Page 38 of Off the Grid


Font Size:

She hurried around the building, trying not to slip in her heeled sandals. Her feet were soaked already. Not the wisest choice of footwear tonight, given the weather, but she’d been going for sexy and had to dress the part. Besides, she was short and needed all the help she could get.

She was about half the distance to her car when the hairs went up on the back of her neck and she got that feeling again. She looked around, thinking it might be Nils, but the parking lot was deserted.

Cursing John Donovan for the umpteenth time, she dug around in her bag for her keys and pepper spray. Ignoring the water sloshing through her toes, she hustled the remaining distance to her car.

Although pepper spray was illegal for private citizens in most of Scandinavia, she’d been able to track some down, thanks to Google after her John-Donovan-inspired paranoia made her think someone was following her the other night. Apparently some sporting goods stores sold it under the table.

Lucky for her, she had it in her hand when someone grabbed her from behind.

Nine

Brittany didn’t have time to scream. She felt a hand on her upper arm and raised the pepper spray at the same time as someone—a man—spun her around.

She got off only one short shot before the spray was knocked out of her hand with a muffled word in a language that she didn’t need to understand to know it was a curse. Her umbrella was blocking her view of his face, but he was big—about a foot taller than she—and wearing a dark hooded sweatshirt that made him look bulkier than the hardness of the arms grabbing her suggested.

She tried to use the umbrella as a weapon, but it was in her left hand, and her awkward attempt was easily deflected. Like the pepper spray, he knocked it out of her hand with a blow that made her cry out.

She caught a flash of a shadowed profile as he muffled her cry with his hand and drew her in hard against him. He wrapped his arm around her neck so tightly it was cutting off her breath.

Terror was instantaneous and unlike anything she’d ever experienced. It was a primitive reaction thatpermeated every bone, every fiber, every nerve ending of her being.

She struggled, clawing with her fingertips at the thick, steely arm crushing her throat. But it was immovable. He was strong—terrifyingly strong.

She was so scared it took her a few minutes to realize he was trying to pull the purse that she had instinctively clutched to her side. She released it at the same moment as she stomped down hard on his foot with the point of her heel.

The impractical sandals of a few moments ago were now her salvation. He made a sharp sound of pain and loosened the arm around her neck enough to let in some air. She sucked in a few greedy gasps as she tried to twist away.

But he recovered from the heel stomp too quickly and reached for her—or her purse, which was hanging loose on her arm—again.

Oh God, all she’d succeeded in doing was angering him. She could practically feel the menace wrapping around her and feared that this time the arm around her throat wouldn’t stop squeezing.

But instead of tightening around her neck, his arm flexed and she was shoved forward hard against her car. Unable to stop the momentum, she stumbled to her knees and cried out—more from the shock of the force than from pain.

Being on the ground terrified her. Nothing good was going to happen with her like this. The thought of rape permeated the haze, causing her to rally. To fight. She had to get up.

But rape wasn’t why he’d pushed her down. She heard the sound of a struggle and realized that someone else was there. She glanced over her left shoulder as she got to her feet, hunched over.

A man in a hooded Gore-Tex jacket appeared to havejust struck the man in the sweatshirt who’d attacked her. Her thought that Nils might have heard and come to her rescue was discarded at the sight of the blue Helly Hansen–style jacket. Nils had been wearing a similar lightweight rain jacket, but his had been a dusky military green.

Her attacker stumbled but shook off the blow and pulled something out of the sweatshirt pocket. She glanced at his face again, trying to make out the features, but the hood of his sweatshirt was pulled down too far. All she could see was a silhouetted profile. Then she was distracted by the glint of metal coming from his pocket.

“Down.” She heard the shouted warning and reacted to the voice of her rescuer even as she recognized what the metal was.

She dove forward, hitting the ground flat as a muffled shot was fired. The bullet whizzed right above her head, and she screamed.

She didn’t know how long her face was pressed to the wet gravel. She didn’t dare move in case he tried to shoot her again. Time seemed to have stopped. She heard scuffling—fighting—the unmistakable crack of a bone, a sharp grunt, and then the clatter of something metal hitting the ground.

A few long heartbeats later someone was at her side and she was being lifted off the ground and turned around into a reclining position.

Fortunately, it was John, whose voice she’d recognized, and not the man who’d attacked her.

He was handling her so gently. Almost tenderly. She might have been a fragile piece of china from the way he was holding her.

“Oh God, are you hit?”

He had her by the shoulders, and she was able to look up at him to shake her head. There was some kind ofemotion in his gaze that made her throat squeeze, cutting off her ability to talk.

“Thank God,” he said hoarsely, bringing her in tight against his chest.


● Exercise goal: Extract all lines from the data beneath that include the word "specimen".
=== Data for this exercise ===
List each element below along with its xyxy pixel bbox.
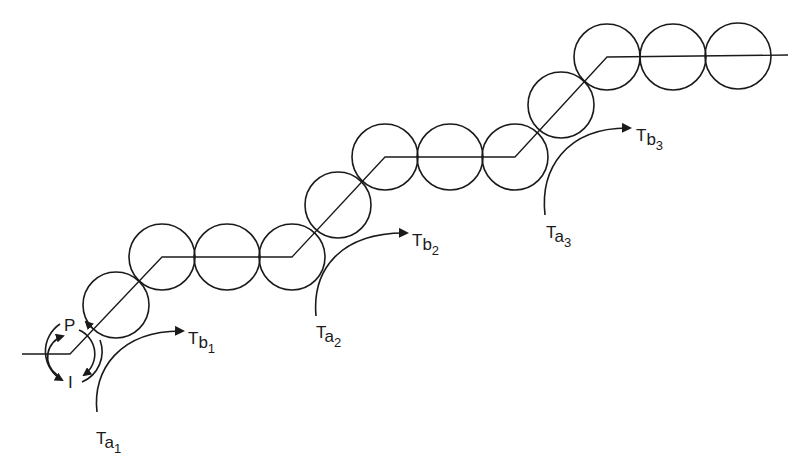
transfer-1: Ta1 Tb1 [96, 329, 215, 456]
transfer-arrow-3-icon [544, 128, 630, 215]
label-ta2: Ta2 [316, 323, 341, 350]
transfer-arrow-2-icon [316, 233, 407, 316]
circle-5 [305, 172, 371, 238]
label-ta3: Ta3 [546, 223, 571, 250]
stepped-path-line [22, 55, 788, 354]
label-tb3: Tb3 [636, 126, 663, 153]
transfer-arrow-1-icon [96, 331, 183, 412]
transfer-2: Ta2 Tb2 [316, 231, 439, 350]
circle-chain-diagram: P I Ta1 Tb1 Ta2 Tb2 Ta3 Tb3 [0, 0, 807, 470]
label-tb1: Tb1 [188, 329, 215, 356]
label-i: I [68, 373, 73, 392]
circle-group [83, 23, 771, 338]
label-p: P [64, 316, 75, 335]
label-ta1: Ta1 [96, 429, 121, 456]
right-outer-arc [82, 340, 102, 382]
circle-9 [528, 72, 594, 138]
label-tb2: Tb2 [412, 231, 439, 258]
transfer-3: Ta3 Tb3 [544, 126, 663, 250]
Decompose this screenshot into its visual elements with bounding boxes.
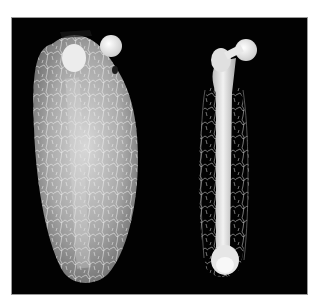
right-specimen xyxy=(199,39,257,277)
image-panel xyxy=(12,18,307,294)
left-specimen xyxy=(33,30,138,283)
vascular-render xyxy=(12,18,307,294)
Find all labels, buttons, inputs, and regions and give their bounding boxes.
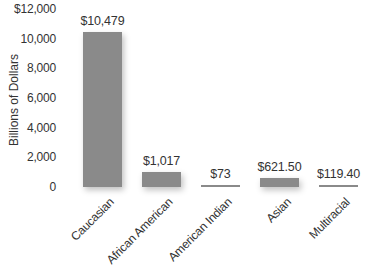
data-label: $10,479	[73, 14, 133, 28]
x-tick-label: Asian	[263, 195, 293, 225]
data-label: $119.40	[309, 167, 369, 181]
data-label: $621.50	[250, 160, 310, 174]
bar-asian	[260, 178, 299, 187]
y-tick-label: 0	[50, 180, 56, 194]
y-tick-label: 2,000	[27, 150, 56, 164]
data-label: $73	[191, 167, 251, 181]
x-tick-label: Multiracial	[306, 195, 353, 242]
bar-multiracial	[319, 185, 358, 187]
bar-caucasian	[83, 32, 122, 187]
x-tick-label: American Indian	[165, 195, 234, 264]
y-tick-label: 10,000	[20, 32, 56, 46]
y-tick-label: 8,000	[27, 61, 56, 75]
y-axis-label: Billions of Dollars	[7, 50, 21, 150]
y-tick-label: 6,000	[27, 91, 56, 105]
bar-american-indian	[201, 185, 240, 187]
x-tick-label: Caucasian	[68, 195, 117, 244]
y-tick-label: $12,000	[14, 2, 56, 16]
y-tick-label: 4,000	[27, 121, 56, 135]
bar-african-american	[142, 172, 181, 187]
data-label: $1,017	[132, 154, 192, 168]
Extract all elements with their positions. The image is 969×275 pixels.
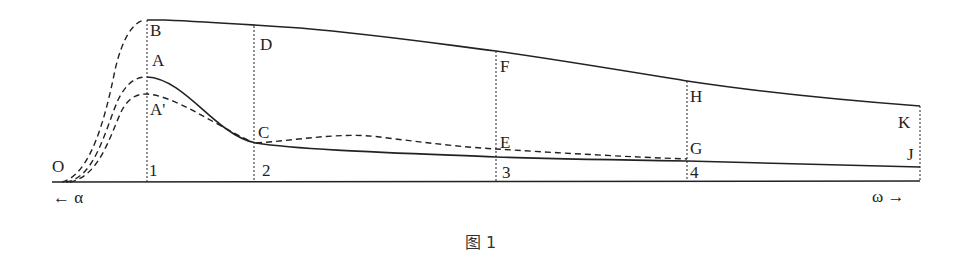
baseline-axis xyxy=(52,181,920,182)
label-C: C xyxy=(258,123,269,142)
dashed-rise-OA xyxy=(66,77,146,182)
figure-caption: 图 1 xyxy=(465,233,496,252)
label-H: H xyxy=(690,87,702,106)
label-J: J xyxy=(907,145,914,164)
label-K: K xyxy=(898,113,911,132)
station-2: 2 xyxy=(262,161,271,180)
station-3: 3 xyxy=(502,163,511,182)
diagram: B A A' C D F E H G K J O 1 2 3 4 ← α ω →… xyxy=(0,0,969,275)
label-G: G xyxy=(690,139,702,158)
dashed-rise-OB xyxy=(62,20,145,182)
label-A-prime: A' xyxy=(150,100,165,119)
station-1: 1 xyxy=(149,161,158,180)
label-E: E xyxy=(500,133,510,152)
upper-curve-BK xyxy=(147,20,920,106)
label-A: A xyxy=(152,51,165,70)
label-O: O xyxy=(52,157,64,176)
station-4: 4 xyxy=(690,163,699,182)
solid-curve-AJ xyxy=(147,77,920,167)
label-B: B xyxy=(150,21,161,40)
axis-alpha-label: ← α xyxy=(53,188,83,207)
label-F: F xyxy=(500,57,509,76)
axis-omega-label: ω → xyxy=(872,187,904,206)
label-D: D xyxy=(260,35,272,54)
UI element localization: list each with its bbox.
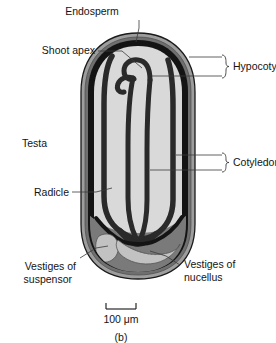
label-shoot-apex: Shoot apex [42,44,96,56]
seed-anatomy-figure: Endosperm Shoot apex Hypocotyls Testa Co… [0,0,276,343]
scale-bar-label: 100 μm [103,313,138,325]
scale-bar: 100 μm [103,303,138,325]
label-endosperm: Endosperm [65,5,119,17]
label-vestiges-suspensor-line2: suspensor [24,273,73,285]
label-cotyledons: Cotyledons [233,156,276,168]
label-radicle: Radicle [34,186,69,198]
label-hypocotyls: Hypocotyls [233,60,276,72]
label-vestiges-suspensor-line1: Vestiges of [25,260,76,272]
label-vestiges-nucellus-line1: Vestiges of [184,258,235,270]
label-testa: Testa [22,137,47,149]
figure-caption: (b) [115,331,128,343]
label-vestiges-nucellus-line2: nucellus [184,271,223,283]
cotyledons-brace [222,153,229,172]
seed-diagram-svg: Endosperm Shoot apex Hypocotyls Testa Co… [0,0,276,343]
hypocotyls-brace [222,55,229,78]
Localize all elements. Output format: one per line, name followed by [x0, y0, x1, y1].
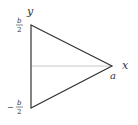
bottom-fraction-denominator: 2 [17, 108, 21, 116]
top-fraction-numerator: b [17, 17, 22, 25]
x-axis-label: x [122, 59, 129, 72]
top-fraction-denominator: 2 [17, 26, 21, 34]
bottom-fraction-numerator: b [17, 99, 22, 107]
y-axis-label: y [26, 5, 34, 18]
triangle-diagram: y b 2 − b 2 x a [0, 0, 138, 125]
apex-label: a [110, 70, 116, 81]
bottom-fraction-sign: − [7, 103, 14, 112]
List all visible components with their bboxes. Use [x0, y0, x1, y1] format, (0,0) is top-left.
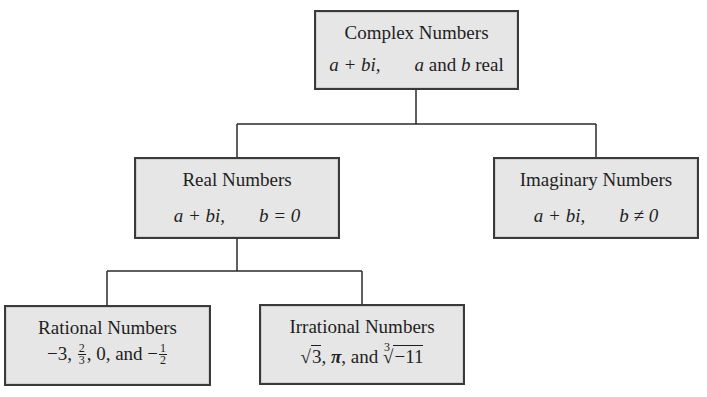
node-title: Rational Numbers — [6, 317, 209, 339]
formula-var-a: a — [415, 54, 425, 75]
example-negative-three: −3, — [47, 343, 72, 364]
formula-expression: a + bi, — [534, 205, 585, 226]
formula-expression: a + bi, — [174, 205, 225, 226]
example-zero-and: , 0, and − — [87, 343, 158, 364]
node-complex-numbers: Complex Numbers a + bi,a and b real — [314, 10, 519, 90]
cube-root-negative-eleven: 3√−11 — [383, 346, 423, 368]
node-real-numbers: Real Numbers a + bi,b = 0 — [134, 157, 340, 239]
node-formula: a + bi,a and b real — [316, 54, 517, 76]
node-examples: −3, 23, 0, and −12 — [6, 343, 209, 367]
node-irrational-numbers: Irrational Numbers √3, π, and 3√−11 — [259, 304, 465, 385]
formula-condition: b = 0 — [259, 205, 300, 226]
node-rational-numbers: Rational Numbers −3, 23, 0, and −12 — [4, 305, 211, 386]
fraction-one-half: 12 — [159, 343, 167, 366]
node-formula: a + bi,b = 0 — [136, 205, 338, 227]
node-title: Complex Numbers — [316, 22, 517, 44]
formula-and: and — [429, 54, 456, 75]
pi-symbol: π — [331, 346, 341, 367]
formula-real: real — [475, 54, 503, 75]
node-examples: √3, π, and 3√−11 — [261, 346, 463, 368]
fraction-two-thirds: 23 — [78, 343, 86, 366]
node-formula: a + bi,b ≠ 0 — [495, 205, 697, 227]
node-title: Imaginary Numbers — [495, 169, 697, 191]
node-title: Real Numbers — [136, 169, 338, 191]
node-imaginary-numbers: Imaginary Numbers a + bi,b ≠ 0 — [493, 157, 699, 239]
node-title: Irrational Numbers — [261, 316, 463, 338]
square-root-three: √3 — [301, 346, 322, 368]
formula-var-b: b — [461, 54, 471, 75]
formula-condition: b ≠ 0 — [619, 205, 658, 226]
formula-expression: a + bi, — [329, 54, 380, 75]
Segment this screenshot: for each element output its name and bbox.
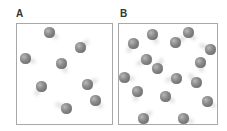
particle-icon [56,58,67,69]
particle-icon [202,96,213,107]
particle-icon [205,44,216,55]
panel-a-label: A [16,8,23,19]
particle-icon [132,86,143,97]
particle-icon [128,38,139,49]
particle-icon [82,79,93,90]
particle-icon [195,57,206,68]
particle-icon [90,95,101,106]
particle-icon [160,91,171,102]
particle-icon [141,54,152,65]
particle-icon [170,37,181,48]
particle-icon [147,29,158,40]
particle-icon [191,77,202,88]
particle-icon [138,113,149,124]
panel-b-label: B [120,8,127,19]
particle-icon [36,81,47,92]
particle-icon [75,42,86,53]
particle-icon [20,53,31,64]
particle-icon [61,103,72,114]
particle-icon [119,72,130,83]
particle-icon [152,63,163,74]
particle-icon [178,113,189,124]
particle-icon [183,27,194,38]
particle-icon [44,27,55,38]
particle-icon [171,73,182,84]
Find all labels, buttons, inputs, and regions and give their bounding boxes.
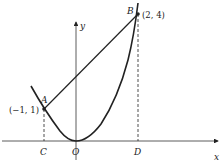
x-axis-label: x bbox=[214, 152, 219, 162]
label-b: B bbox=[126, 6, 134, 16]
label-b-coord: (2, 4) bbox=[142, 10, 165, 20]
label-d: D bbox=[133, 147, 141, 157]
label-a-coord: (−1, 1) bbox=[9, 105, 39, 115]
label-c: C bbox=[40, 147, 47, 157]
label-a: A bbox=[40, 95, 48, 105]
parabola-diagram: y x A (−1, 1) B (2, 4) C O D bbox=[0, 0, 222, 164]
point-b bbox=[136, 12, 140, 16]
point-a bbox=[42, 107, 46, 111]
chord-ab bbox=[44, 14, 138, 109]
y-axis-label: y bbox=[79, 21, 86, 31]
label-o: O bbox=[72, 147, 80, 157]
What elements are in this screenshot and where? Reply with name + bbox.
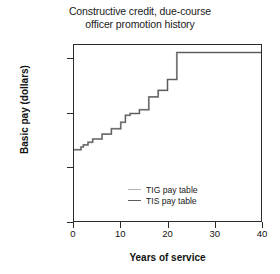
chart-legend: TIG pay tableTIS pay table xyxy=(128,184,198,206)
legend-label: TIS pay table xyxy=(146,196,197,206)
chart-title-line-2: officer promotion history xyxy=(0,18,280,31)
series-line xyxy=(74,53,261,150)
x-axis-label: Years of service xyxy=(73,252,262,263)
legend-label: TIG pay table xyxy=(146,185,198,195)
chart-title-line-1: Constructive credit, due-course xyxy=(0,5,280,18)
x-tick-label: 30 xyxy=(200,228,230,239)
chart-figure: Constructive credit, due-course officer … xyxy=(0,0,280,274)
x-tick-mark xyxy=(73,222,74,228)
chart-title: Constructive credit, due-course officer … xyxy=(0,5,280,31)
legend-item: TIS pay table xyxy=(128,195,198,206)
x-tick-mark xyxy=(262,222,263,228)
x-tick-label: 0 xyxy=(58,228,88,239)
x-tick-mark xyxy=(120,222,121,228)
legend-item: TIG pay table xyxy=(128,184,198,195)
legend-swatch xyxy=(128,189,141,190)
x-tick-mark xyxy=(215,222,216,228)
x-tick-label: 20 xyxy=(153,228,183,239)
x-tick-label: 10 xyxy=(105,228,135,239)
y-axis-label: Basic pay (dollars) xyxy=(19,35,30,185)
x-tick-label: 40 xyxy=(247,228,277,239)
x-tick-mark xyxy=(168,222,169,228)
legend-swatch xyxy=(128,200,141,201)
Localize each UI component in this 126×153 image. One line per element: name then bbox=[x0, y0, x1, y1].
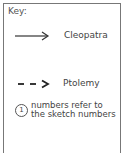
legend-box: Key: Cleopatra Ptolemy 1 numbers refer t… bbox=[3, 3, 121, 153]
sketch-number-icon: 1 bbox=[15, 104, 28, 117]
legend-label-ptolemy: Ptolemy bbox=[63, 78, 100, 88]
dashed-arrow-icon bbox=[17, 79, 53, 89]
legend-title: Key: bbox=[8, 6, 27, 16]
legend-label-cleopatra: Cleopatra bbox=[64, 30, 108, 40]
legend-note-line2: the sketch numbers bbox=[31, 110, 116, 119]
solid-arrow-icon bbox=[14, 31, 50, 41]
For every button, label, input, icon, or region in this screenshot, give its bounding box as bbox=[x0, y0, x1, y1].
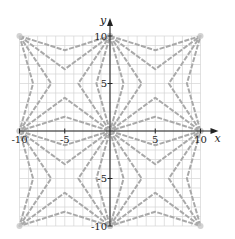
vertex-point bbox=[198, 33, 204, 39]
x-tick-label: -5 bbox=[60, 134, 70, 145]
y-tick-label: 5 bbox=[101, 78, 107, 89]
x-tick-label: -10 bbox=[11, 134, 27, 145]
y-axis-arrow-icon bbox=[107, 18, 113, 26]
x-axis-label: x bbox=[215, 132, 222, 145]
coordinate-plane-figure: x y -10-5510105-5-10 bbox=[0, 0, 235, 239]
vertex-point bbox=[17, 223, 23, 229]
y-axis-label: y bbox=[99, 14, 107, 27]
vertex-point bbox=[198, 223, 204, 229]
y-tick-label: 10 bbox=[94, 31, 107, 42]
y-tick-label: -10 bbox=[91, 221, 107, 232]
x-tick-label: 10 bbox=[194, 134, 207, 145]
y-tick-label: -5 bbox=[97, 173, 107, 184]
vertex-point bbox=[17, 33, 23, 39]
x-tick-label: 5 bbox=[152, 134, 158, 145]
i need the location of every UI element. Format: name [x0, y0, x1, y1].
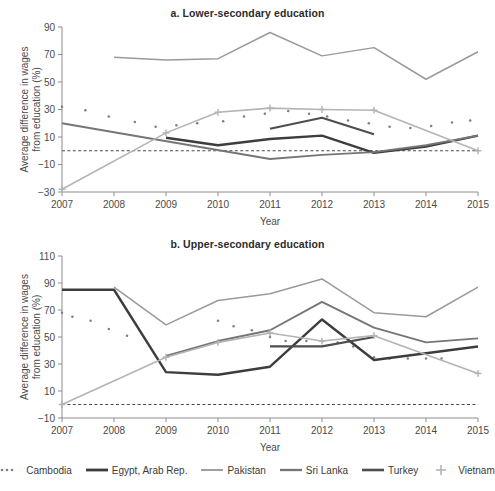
- series-dot-cambodia: [305, 340, 308, 343]
- legend-swatch-vietnam-icon: [432, 465, 454, 475]
- x-tick-label: 2014: [415, 425, 438, 436]
- series-dot-cambodia: [409, 127, 412, 130]
- series-dot-cambodia: [243, 115, 246, 118]
- series-dot-cambodia: [108, 115, 111, 118]
- series-dot-cambodia: [196, 122, 199, 125]
- legend-item-cambodia[interactable]: Cambodia: [0, 465, 72, 476]
- panel-a-title: a. Lower-secondary education: [0, 7, 495, 19]
- legend-item-turkey[interactable]: Turkey: [362, 465, 418, 476]
- series-dot-cambodia: [308, 112, 311, 115]
- series-line-turkey: [270, 118, 374, 135]
- x-tick-label: 2013: [363, 425, 386, 436]
- series-dot-cambodia: [284, 340, 287, 343]
- legend-swatch-pakistan-icon: [201, 465, 223, 475]
- y-tick-label: 110: [39, 251, 55, 262]
- series-dot-cambodia: [451, 121, 454, 124]
- legend-swatch-sri-lanka-icon: [280, 465, 302, 475]
- legend-item-egypt-arab-rep-[interactable]: Egypt, Arab Rep.: [86, 465, 188, 476]
- legend-label: Cambodia: [26, 465, 72, 476]
- series-dot-cambodia: [287, 110, 290, 113]
- x-tick-label: 2011: [259, 425, 281, 436]
- series-plus-marker-vietnam: [267, 105, 274, 112]
- series-dot-cambodia: [368, 122, 371, 125]
- x-tick-label: 2011: [259, 199, 281, 210]
- panel-b-plot: −101030507090110200720082009201020112012…: [0, 232, 495, 454]
- series-dot-cambodia: [251, 329, 254, 332]
- x-tick-label: 2012: [311, 425, 334, 436]
- y-tick-label: 90: [44, 22, 56, 33]
- series-dot-cambodia: [217, 320, 220, 323]
- series-plus-marker-vietnam: [371, 107, 378, 114]
- y-axis-title-line1: Average difference in wages: [19, 47, 30, 173]
- legend-item-pakistan[interactable]: Pakistan: [201, 465, 265, 476]
- y-tick-label: 70: [44, 305, 56, 316]
- series-dot-cambodia: [347, 119, 350, 122]
- legend-label: Egypt, Arab Rep.: [112, 465, 188, 476]
- y-axis-title-line1: Average difference in wages: [19, 274, 30, 400]
- series-line-sri-lanka: [166, 302, 478, 356]
- legend-label: Sri Lanka: [306, 465, 348, 476]
- legend-label: Vietnam: [458, 465, 495, 476]
- x-tick-label: 2012: [311, 199, 334, 210]
- x-tick-label: 2015: [467, 199, 490, 210]
- panel-b-title: b. Upper-secondary education: [0, 238, 495, 250]
- y-tick-label: 10: [44, 132, 56, 143]
- series-dot-cambodia: [84, 109, 87, 112]
- legend-swatch-egypt-arab-rep--icon: [86, 465, 108, 475]
- x-tick-label: 2010: [207, 199, 230, 210]
- series-dot-cambodia: [388, 125, 391, 128]
- series-dot-cambodia: [430, 125, 433, 128]
- y-tick-label: 10: [44, 386, 56, 397]
- panel-a-plot: −30−101030507090200720082009201020112012…: [0, 0, 495, 232]
- chart-panel-upper-secondary: b. Upper-secondary education −1010305070…: [0, 232, 495, 454]
- y-tick-label: 50: [44, 332, 56, 343]
- series-dot-cambodia: [222, 120, 225, 123]
- legend-row: CambodiaEgypt, Arab Rep.PakistanSri Lank…: [0, 460, 495, 480]
- series-dot-cambodia: [61, 311, 64, 314]
- x-tick-label: 2008: [103, 199, 126, 210]
- series-dot-cambodia: [175, 124, 178, 127]
- x-tick-label: 2014: [415, 199, 438, 210]
- legend-swatch-cambodia-icon: [0, 465, 22, 475]
- x-axis-title: Year: [260, 442, 281, 453]
- series-dot-cambodia: [232, 325, 235, 328]
- series-dot-cambodia: [134, 121, 137, 124]
- series-dot-cambodia: [264, 112, 267, 115]
- series-dot-cambodia: [61, 106, 64, 109]
- x-tick-label: 2007: [51, 425, 74, 436]
- chart-panel-lower-secondary: a. Lower-secondary education −30−1010305…: [0, 0, 495, 232]
- x-tick-label: 2010: [207, 425, 230, 436]
- x-tick-label: 2013: [363, 199, 386, 210]
- series-plus-marker-vietnam: [319, 338, 326, 345]
- y-tick-label: 50: [44, 77, 56, 88]
- y-tick-label: 30: [44, 359, 56, 370]
- series-dot-cambodia: [126, 334, 129, 337]
- y-axis-title-line2: from education (%): [31, 295, 42, 379]
- series-plus-marker-vietnam: [215, 109, 222, 116]
- series-dot-cambodia: [154, 125, 157, 128]
- x-tick-label: 2009: [155, 199, 178, 210]
- series-plus-marker-vietnam: [319, 106, 326, 113]
- series-line-pakistan: [114, 33, 478, 80]
- series-dot-cambodia: [108, 328, 111, 331]
- series-line-vietnam: [62, 333, 478, 405]
- y-axis-title-line2: from education (%): [31, 67, 42, 151]
- y-tick-label: 30: [44, 104, 56, 115]
- legend-item-vietnam[interactable]: Vietnam: [432, 465, 495, 476]
- legend-item-sri-lanka[interactable]: Sri Lanka: [280, 465, 348, 476]
- series-plus-marker-vietnam: [163, 129, 170, 136]
- y-tick-label: 90: [44, 278, 56, 289]
- series-plus-marker-vietnam: [475, 147, 482, 154]
- x-tick-label: 2008: [103, 425, 126, 436]
- x-tick-label: 2007: [51, 199, 74, 210]
- x-axis-title: Year: [260, 216, 281, 227]
- x-tick-label: 2015: [467, 425, 490, 436]
- y-tick-label: 70: [44, 49, 56, 60]
- y-tick-label: −10: [38, 159, 55, 170]
- figure-container: a. Lower-secondary education −30−1010305…: [0, 0, 495, 491]
- y-tick-label: −10: [38, 413, 55, 424]
- series-dot-cambodia: [425, 357, 428, 360]
- series-plus-marker-vietnam: [59, 401, 66, 408]
- legend-swatch-turkey-icon: [362, 465, 384, 475]
- legend-label: Turkey: [388, 465, 418, 476]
===
● Your response:
right-specimen xyxy=(199,39,257,277)
left-specimen xyxy=(33,30,138,283)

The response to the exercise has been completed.